First published in 1998. Routledge is an imprint of Taylor and Francis, an informa company.
"Cultural Studies"is an international journal committed to exploring the relationships between cultural practices and everyday life, economic relations, the material world, the State, and historical forces and contexts.
Birth stories, Della Pollock tells us, "are everywhere and nowhere," permeating and haunting our everyday lives. In this remarkable volume Pollock explores the myriad ways in which men and women recount the ritual performance of giving birth. Many of these stories, Pollock observes, rise out of the depths of terror, flirting with disaster only to end with a profound sense of relief at what medical discourse calls a "good outcome." Others represent pain, make counterclaims on reproductive technologies, and suggest complex associations between maternity, sexuality, and body politics in the contemporary United States. Pollock retells stories about some of the injustices that structure giving and telling birth----finding there a reckoning with the unknown and unknowable. Focusing on the performances of birth stories, Pollock writes an intimate ethnography: an account of listening "body to body" to stories that press the borders of cultural critique with virtuosity, possibility, desire, and risk. She draws on cultural criticism, performance studies, and narrative theory to unpack this long-ignored practice. Most striking, however, are the stories presented here: unsanctioned, bold, fragmentary, and often furtive, they both unnerve and inspire even as they realize and resist cultural norms.
Taking interdisciplinary and diverse approaches, these thirteen essays explore the multifaceted relationship between performance and history. By considering performance as both a useful frame for understanding historical practices and a mode of historical production itself--performance "in" history and performance "as" history--the contributors chart new directions in such fields as cultural studies, contemporary historiography, museum studies, and life narrative research. Geographically and chronologically, the collection's sweep is broad--ranging from the nineteenth century to the present, from Victorian theater to commissions of inquiry in Kenya, from dissent in post-Soviet Lithuania to plantation tours in the American South. Together, the essays make up a work that is truly interdisciplinary in breadth and focus. By combining the methodologies of history and performance studies, the contributors illuminate the structure and function of cultural production in all its forms. The contributors are Michael S. Bowman, Ruth Laurion Bowman, Elizabeth Gray Buck, Kay Ellen Capo, David William Cohen, Tracy Davis, Kirk W. Fuoss, Shannon Jackson, D. Soyini Madison, Carol Mavor, E. S. Atieno Odhiambo, Della Pollock, Jeffrey H. Richards, and Joseph R. Roach.
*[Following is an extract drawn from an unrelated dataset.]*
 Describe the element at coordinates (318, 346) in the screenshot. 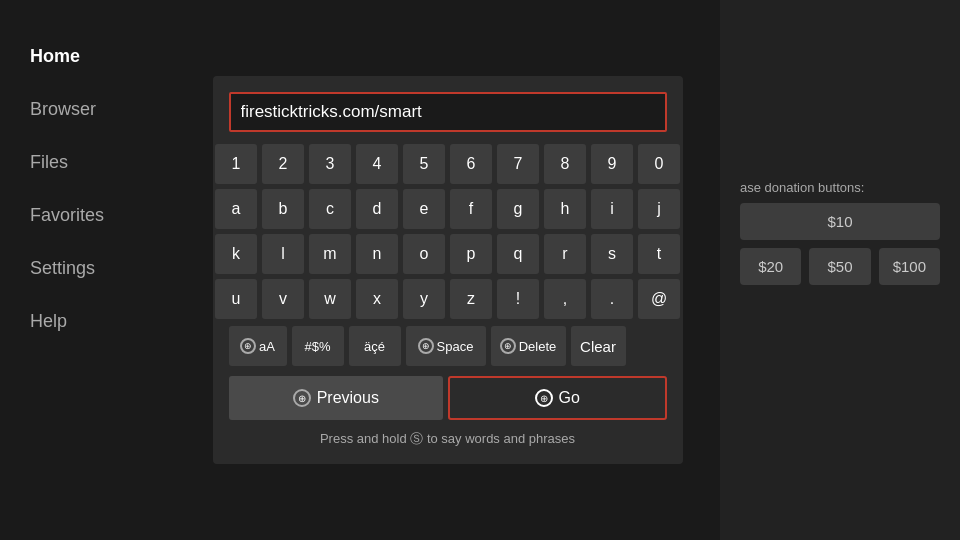

I see `key-hash: #$%` at that location.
Birth stories, Della Pollock tells us, "are everywhere and nowhere," permeating and haunting our everyday lives. In this remarkable volume Pollock explores the myriad ways in which men and women recount the ritual performance of giving birth. Many of these stories, Pollock observes, rise out of the depths of terror, flirting with disaster only to end with a profound sense of relief at what medical discourse calls a "good outcome." Others represent pain, make counterclaims on reproductive technologies, and suggest complex associations between maternity, sexuality, and body politics in the contemporary United States. Pollock retells stories about some of the injustices that structure giving and telling birth----finding there a reckoning with the unknown and unknowable. Focusing on the performances of birth stories, Pollock writes an intimate ethnography: an account of listening "body to body" to stories that press the borders of cultural critique with virtuosity, possibility, desire, and risk. She draws on cultural criticism, performance studies, and narrative theory to unpack this long-ignored practice. Most striking, however, are the stories presented here: unsanctioned, bold, fragmentary, and often furtive, they both unnerve and inspire even as they realize and resist cultural norms.